How Do I Claim a Small Estate in Texas?
A Texas small estate affidavit is available only for an intestate estate and must be sworn by two disinterested witnesses and every distributee, then filed with and approved by the probate court. Texas has no statewide form: each county probate court mandates its own, many reject generic affidavits, and the affidavit must carry a Medicaid Estate Recovery certification and classify each asset as community or separate property. This tool does not produce a substitute; the required form comes from the county probate court.
The Texas small-estate procedure
Filed with the clerk of the court that has jurisdiction and venue of the estate (§ 205.001(4)); the judge examines the affidavit and may approve it if it conforms to the chapter (§ 205.003). After approval, the distributees provide copies certified by the court clerk to each person who owes money to the estate, has custody of estate property, or acts as registrar, fiduciary, or transfer agent (§ 205.004). The approved affidavit is kept as a local government record or recorded in the county clerk's "Small Estates" book (§ 205.005).

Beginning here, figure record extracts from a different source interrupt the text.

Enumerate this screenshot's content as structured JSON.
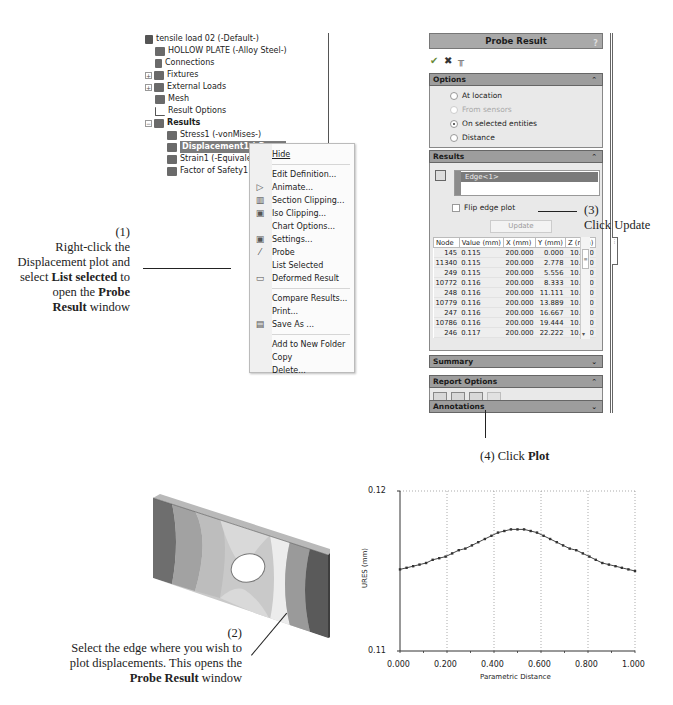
{
  "feature_tree": {
    "root": "tensile load 02 (-Default-)",
    "items": [
      {
        "label": "HOLLOW PLATE (-Alloy Steel-)",
        "icon": "part-icon"
      },
      {
        "label": "Connections",
        "icon": "connections-icon"
      },
      {
        "label": "Fixtures",
        "icon": "fixtures-icon",
        "expandable": true
      },
      {
        "label": "External Loads",
        "icon": "external-loads-icon",
        "expandable": true
      },
      {
        "label": "Mesh",
        "icon": "mesh-icon"
      },
      {
        "label": "Result Options",
        "icon": "result-options-icon"
      },
      {
        "label": "Results",
        "icon": "results-folder-icon",
        "expandable": true
      }
    ],
    "results": [
      {
        "label": "Stress1 (-vonMises-)"
      },
      {
        "label": "Displacement1 (-Res...",
        "selected": true
      },
      {
        "label": "Strain1 (-Equivalent-"
      },
      {
        "label": "Factor of Safety1 (-M"
      }
    ]
  },
  "context_menu": {
    "groups": [
      [
        {
          "label": "Hide"
        }
      ],
      [
        {
          "label": "Edit Definition..."
        },
        {
          "label": "Animate...",
          "icon": "animate-icon"
        },
        {
          "label": "Section Clipping...",
          "icon": "section-clipping-icon"
        },
        {
          "label": "Iso Clipping...",
          "icon": "iso-clipping-icon"
        },
        {
          "label": "Chart Options..."
        },
        {
          "label": "Settings...",
          "icon": "settings-icon"
        },
        {
          "label": "Probe",
          "icon": "probe-icon"
        },
        {
          "label": "List Selected"
        },
        {
          "label": "Deformed Result",
          "icon": "deformed-result-icon"
        }
      ],
      [
        {
          "label": "Compare Results..."
        },
        {
          "label": "Print..."
        },
        {
          "label": "Save As ...",
          "icon": "save-as-icon"
        }
      ],
      [
        {
          "label": "Add to New Folder"
        },
        {
          "label": "Copy"
        },
        {
          "label": "Delete..."
        }
      ]
    ]
  },
  "probe_panel": {
    "title": "Probe Result",
    "help": "?",
    "toolbar": {
      "ok": "✔",
      "cancel": "✖",
      "pin": "╥"
    },
    "options": {
      "header": "Options",
      "radios": [
        {
          "label": "At location",
          "checked": false,
          "disabled": false
        },
        {
          "label": "From sensors",
          "checked": false,
          "disabled": true
        },
        {
          "label": "On selected entities",
          "checked": true,
          "disabled": false
        },
        {
          "label": "Distance",
          "checked": false,
          "disabled": false
        }
      ]
    },
    "results": {
      "header": "Results",
      "selection": "Edge<1>",
      "flip_label": "Flip edge plot",
      "update_label": "Update",
      "columns": [
        "Node",
        "Value (mm)",
        "X (mm)",
        "Y (mm)",
        "Z (mm)"
      ],
      "rows": [
        [
          "145",
          "0.115",
          "200.000",
          "0.000",
          "10.000"
        ],
        [
          "11340",
          "0.115",
          "200.000",
          "2.778",
          "10.000"
        ],
        [
          "249",
          "0.115",
          "200.000",
          "5.556",
          "10.000"
        ],
        [
          "10772",
          "0.116",
          "200.000",
          "8.333",
          "10.000"
        ],
        [
          "248",
          "0.116",
          "200.000",
          "11.111",
          "10.000"
        ],
        [
          "10779",
          "0.116",
          "200.000",
          "13.889",
          "10.000"
        ],
        [
          "247",
          "0.116",
          "200.000",
          "16.667",
          "10.000"
        ],
        [
          "10786",
          "0.116",
          "200.000",
          "19.444",
          "10.000"
        ],
        [
          "246",
          "0.117",
          "200.000",
          "22.222",
          "10.000"
        ]
      ]
    },
    "summary": {
      "header": "Summary"
    },
    "report_options": {
      "header": "Report Options",
      "icons": [
        "save-as-sensor-icon",
        "save-icon",
        "plot-icon",
        "report-icon"
      ]
    },
    "annotations": {
      "header": "Annotations"
    }
  },
  "callouts": {
    "step1": {
      "num": "(1)",
      "line1": "Right-click the",
      "line2": "Displacement plot and",
      "line3a": "select ",
      "line3b": "List selected",
      "line3c": " to",
      "line4a": "open the ",
      "line4b": "Probe",
      "line5a": "Result",
      "line5b": " window"
    },
    "step2": {
      "num": "(2)",
      "line1": "Select the edge where you wish to",
      "line2": "plot displacements. This opens the",
      "line3a": "Probe Result",
      "line3b": " window"
    },
    "step3": {
      "num": "(3)",
      "line1": "Click Update"
    },
    "step4": {
      "prefix": "(4)  Click ",
      "bold": "Plot"
    }
  },
  "chart_data": {
    "type": "line",
    "title": "",
    "xlabel": "Parametric Distance",
    "ylabel": "URES (mm)",
    "xlim": [
      0,
      1
    ],
    "ylim": [
      0.11,
      0.12
    ],
    "x_ticks": [
      "0.000",
      "0.200",
      "0.400",
      "0.600",
      "0.800",
      "1.000"
    ],
    "y_ticks": [
      "0.11",
      "0.12"
    ],
    "grid": "dotted vertical at 0.2 intervals, dotted top border",
    "x": [
      0.0,
      0.028,
      0.056,
      0.083,
      0.111,
      0.139,
      0.167,
      0.194,
      0.222,
      0.25,
      0.278,
      0.306,
      0.333,
      0.361,
      0.389,
      0.417,
      0.444,
      0.472,
      0.5,
      0.528,
      0.556,
      0.583,
      0.611,
      0.639,
      0.667,
      0.694,
      0.722,
      0.75,
      0.778,
      0.806,
      0.833,
      0.861,
      0.889,
      0.917,
      0.944,
      0.972,
      1.0
    ],
    "values": [
      0.1151,
      0.1152,
      0.1153,
      0.1154,
      0.1155,
      0.1157,
      0.1158,
      0.1159,
      0.1161,
      0.1163,
      0.1164,
      0.1166,
      0.1168,
      0.117,
      0.1172,
      0.1174,
      0.1175,
      0.1176,
      0.1176,
      0.1176,
      0.1175,
      0.1174,
      0.1172,
      0.117,
      0.1168,
      0.1166,
      0.1164,
      0.1163,
      0.1161,
      0.1159,
      0.1157,
      0.1155,
      0.1154,
      0.1153,
      0.1152,
      0.1151,
      0.115
    ]
  }
}
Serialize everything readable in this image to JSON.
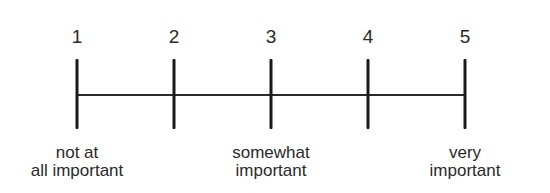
{
  "scale": {
    "points": [
      {
        "value": "1",
        "x": 77
      },
      {
        "value": "2",
        "x": 174
      },
      {
        "value": "3",
        "x": 271
      },
      {
        "value": "4",
        "x": 368
      },
      {
        "value": "5",
        "x": 465
      }
    ],
    "anchors": [
      {
        "line1": "not at",
        "line2": "all important",
        "x": 77
      },
      {
        "line1": "somewhat",
        "line2": "important",
        "x": 271
      },
      {
        "line1": "very",
        "line2": "important",
        "x": 465
      }
    ]
  }
}
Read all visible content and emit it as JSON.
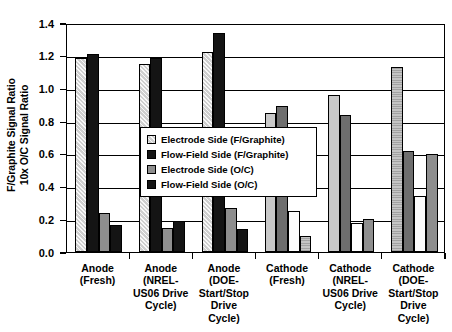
{
  "chart_data": {
    "type": "bar",
    "title": "",
    "xlabel": "",
    "ylabel": "F/Graphite Signal Ratio\n10x O/C Signal Ratio",
    "ylim": [
      0.0,
      1.4
    ],
    "yticks": [
      "0.0",
      "0.2",
      "0.4",
      "0.6",
      "0.8",
      "1.0",
      "1.2",
      "1.4"
    ],
    "ytick_values": [
      0.0,
      0.2,
      0.4,
      0.6,
      0.8,
      1.0,
      1.2,
      1.4
    ],
    "grid": true,
    "legend_position": "center",
    "categories": [
      "Anode\n(Fresh)",
      "Anode\n(NREL-\nUS06 Drive\nCycle)",
      "Anode\n(DOE-\nStart/Stop\nDrive\nCycle)",
      "Cathode\n(Fresh)",
      "Cathode\n(NREL-\nUS06 Drive\nCycle)",
      "Cathode\n(DOE-\nStart/Stop\nDrive\nCycle)"
    ],
    "series": [
      {
        "name": "Electrode Side (F/Graphite)",
        "swatch": "f-hatch-light",
        "values": [
          1.185,
          1.15,
          1.22,
          0.85,
          0.96,
          1.13
        ]
      },
      {
        "name": "Flow-Field Side (F/Graphite)",
        "swatch": "f-black",
        "values": [
          1.21,
          1.185,
          1.34,
          0.89,
          0.835,
          0.62
        ]
      },
      {
        "name": "Electrode Side (O/C)",
        "swatch": "f-midgray",
        "values": [
          0.24,
          0.145,
          0.27,
          0.25,
          0.175,
          0.34
        ]
      },
      {
        "name": "Flow-Field Side (O/C)",
        "swatch": "f-black",
        "values": [
          0.165,
          0.19,
          0.14,
          0.095,
          0.2,
          0.6
        ]
      }
    ],
    "bar_fill_overrides": {
      "3": [
        "f-lightgray",
        "f-darkgray",
        "f-white",
        "f-gray-dot"
      ],
      "4": [
        "f-lightgray",
        "f-darkgray",
        "f-white",
        "f-midgray"
      ],
      "5": [
        "f-gray-dot",
        "f-darkgray",
        "f-white",
        "f-midgray"
      ]
    }
  },
  "legend": {
    "items": [
      {
        "label": "Electrode Side (F/Graphite)",
        "swatch": "f-hatch-light"
      },
      {
        "label": "Flow-Field Side (F/Graphite)",
        "swatch": "f-black"
      },
      {
        "label": "Electrode Side (O/C)",
        "swatch": "f-midgray"
      },
      {
        "label": "Flow-Field Side (O/C)",
        "swatch": "f-black"
      }
    ]
  }
}
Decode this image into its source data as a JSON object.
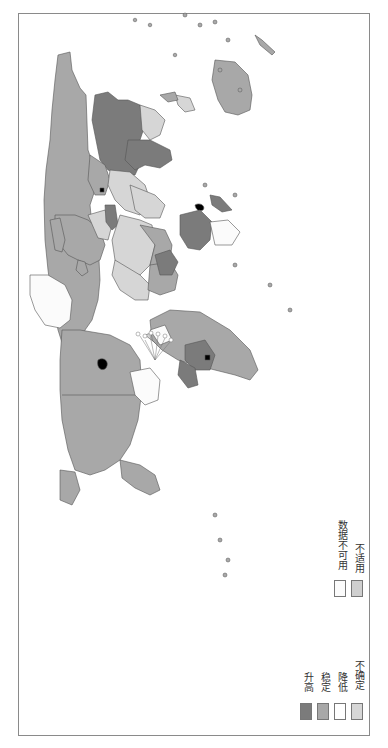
{
  "map": {
    "type": "choropleth",
    "subject": "World map, rotated 90° (north to the left)",
    "orientation": "rotated-counterclockwise"
  },
  "legend": {
    "items": [
      {
        "label": "升高",
        "color": "#7b7b7b"
      },
      {
        "label": "稳定",
        "color": "#a8a8a8"
      },
      {
        "label": "降低",
        "color": "#ffffff"
      },
      {
        "label": "不确定",
        "color": "#d6d6d6"
      },
      {
        "label": "数据不可用",
        "color": "#fbfbfb"
      },
      {
        "label": "不适用",
        "color": "#cfcfcf"
      }
    ]
  },
  "colors": {
    "increase": "#7b7b7b",
    "stable": "#a8a8a8",
    "decrease": "#ffffff",
    "uncertain": "#d6d6d6",
    "no_data": "#fbfbfb",
    "not_applicable": "#cfcfcf",
    "border": "#555555",
    "highlight": "#000000"
  }
}
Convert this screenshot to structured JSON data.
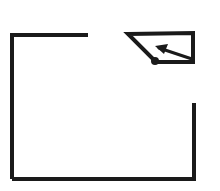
{
  "canvas": {
    "width": 220,
    "height": 191,
    "background_color": "#ffffff",
    "stroke_color": "#1a1a1a",
    "title": "Open rectangle outline with detached arrow pointer"
  },
  "chart_data": {
    "type": "diagram",
    "title": "Open rectangle outline with detached arrow pointer",
    "stroke_width_main": 4,
    "stroke_width_detail": 3,
    "elements": [
      {
        "name": "rectangle-top-left-segment",
        "type": "polyline",
        "points": [
          [
            88,
            35
          ],
          [
            12,
            35
          ],
          [
            12,
            179
          ]
        ],
        "stroke_width": 4,
        "note": "top edge runs leftward then turns down the full left side"
      },
      {
        "name": "rectangle-bottom-segment",
        "type": "polyline",
        "points": [
          [
            12,
            179
          ],
          [
            194,
            179
          ],
          [
            194,
            103
          ]
        ],
        "stroke_width": 4,
        "note": "bottom edge runs rightward then turns up the lower right side"
      },
      {
        "name": "pointer-outline",
        "type": "polygon",
        "points": [
          [
            128,
            34
          ],
          [
            193,
            33
          ],
          [
            193,
            62
          ],
          [
            156,
            62
          ]
        ],
        "closed": true,
        "stroke_width": 4,
        "note": "quadrilateral wedge: flat top, right vertical drop, then a long diagonal back up to the top-left tip"
      },
      {
        "name": "pointer-inner-arrow-tail",
        "type": "line",
        "points": [
          [
            159,
            48
          ],
          [
            192,
            59
          ]
        ],
        "stroke_width": 3,
        "note": "inner arrow shaft angled down to the right"
      },
      {
        "name": "pointer-inner-arrow-head",
        "type": "triangle",
        "points": [
          [
            155,
            46
          ],
          [
            168,
            44
          ],
          [
            164,
            54
          ]
        ],
        "note": "small filled arrowhead pointing up-left"
      },
      {
        "name": "pointer-vertex-dot",
        "type": "circle",
        "center": [
          155,
          61
        ],
        "radius": 4,
        "note": "filled round knob at the lower-left vertex of the wedge"
      }
    ],
    "gaps": [
      {
        "name": "top-edge-gap",
        "from_x": 88,
        "to_x": 194,
        "y": 35,
        "note": "missing span of the rectangle top edge"
      },
      {
        "name": "right-edge-gap",
        "x": 194,
        "from_y": 35,
        "to_y": 103,
        "note": "missing upper span of the rectangle right edge"
      }
    ]
  }
}
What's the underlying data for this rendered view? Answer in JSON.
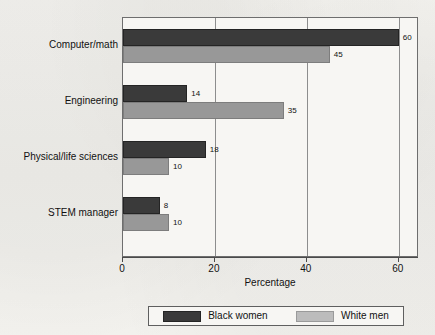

Frequently asked questions
A Texas small estate affidavit is available only for an intestate estate and must be sworn by two disinterested witnesses and every distributee, then filed with and approved by the probate court. Texas has no statewide form: each county probate court mandates its own, many reject generic affidavits, and the affidavit must carry a Medicaid Estate Recovery certification and classify each asset as community or separate property. This tool does not produce a substitute; the required form comes from the county probate court.
An estate of $75,000 or less, per Tex. Est. Code §§ 205.001-205.009. The procedure is available 30 days after the death.
Filed with the clerk of the court that has jurisdiction and venue of the estate (§ 205.001(4)); the judge examines the affidavit and may approve it if it conforms to the chapter (§ 205.003). After approval, the distributees provide copies certified by the court clerk to each person who owes money to the estate, has custody of estate property, or acts as registrar, fiduciary, or transfer agent (§ 205.004). The approved affidavit is kept as a local government record or recorded in the county clerk's "Small Estates" book (§ 205.005).
Texas has no statewide form. Each county probate court publishes its own required small estate affidavit form, so the form comes from the probate court for the county where the estate is administered (Tex. Est. Code §§ 205.001-205.009).
The chapter does not transfer title to real property (§ 205.008(b)) with one exception: if the decedent's homestead is the ONLY real property in the estate, title to the homestead may be transferred under the affidavit, which must be recorded in the deed records of a county where the homestead is located; bona fide purchasers may rely on the recorded affidavit, subject to creditor claims and undisclosed-heir recovery rights (§ 205.006). "Homestead" and "exempt property" mean property eligible to be set aside under § 353.051 (§ 205.009).